Futures
Access hundreds of perpetual contracts
TradFi
Gold
One platform for global traditional assets
Options
Hot
Trade European-style vanilla options
Unified Account
Maximize your capital efficiency
Demo Trading
Introduction to Futures Trading
Learn the basics of futures trading
Futures Events
Join events to earn rewards
Demo Trading
Use virtual funds to practice risk-free trading
Launch
CandyDrop
Collect candies to earn airdrops
Launchpool
Quick staking, earn potential new tokens
HODLer Airdrop
Hold GT and get massive airdrops for free
Pre-IPOs
Unlock full access to global stock IPOs
Alpha Points
Trade on-chain assets and earn airdrops
Futures Points
Earn futures points and claim airdrop rewards
Recently, people have been talking about modular blockchains, and honestly, the changes I as a end-user feel... aren’t that mysterious. In the past, I only cared about “Can this chain be used, is gas expensive, will it lag,” now there’s an extra layer of anxiety: who’s actually executing and managing the data behind the same operation? After bridging around, a slight delay makes me start imagining “Don’t give me a rollback or withdrawal freeze.”

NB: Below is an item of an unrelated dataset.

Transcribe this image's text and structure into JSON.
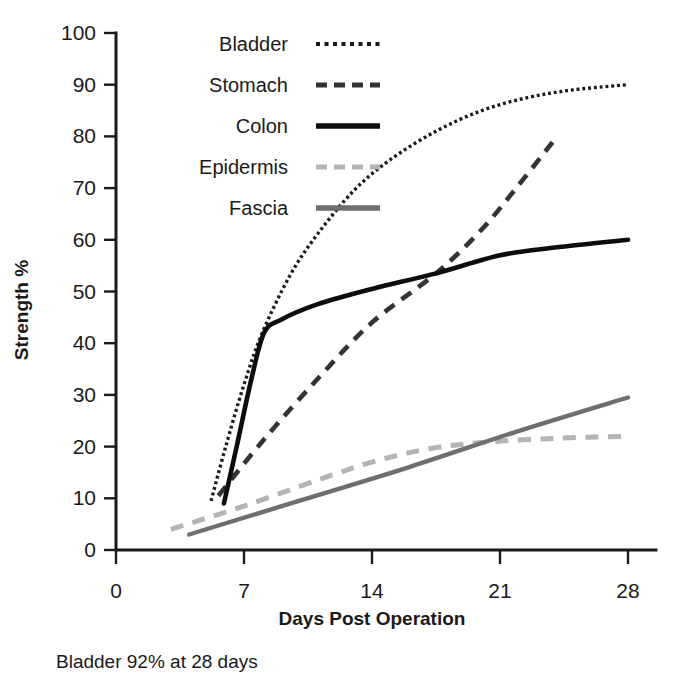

But it’s not without benefits; the costs look better, and the interaction threshold seems a bit lower (at least I dare to try a few more times). It’s just that the experience hasn’t become “simpler,” it’s become more like a patchwork: runs pretty fast, but it’s hard to pinpoint what’s wrong when it breaks.
The kind of inflation + studio + coin price spiral crash in blockchain games, I now see as an old problem that modularization can’t fix: no matter how the underlying layers are split, the economic model can’t hold up, and users are ultimately still being educated... Anyway, I now think about things 30 seconds longer before placing an order, but I still often miss the rise. Forget it.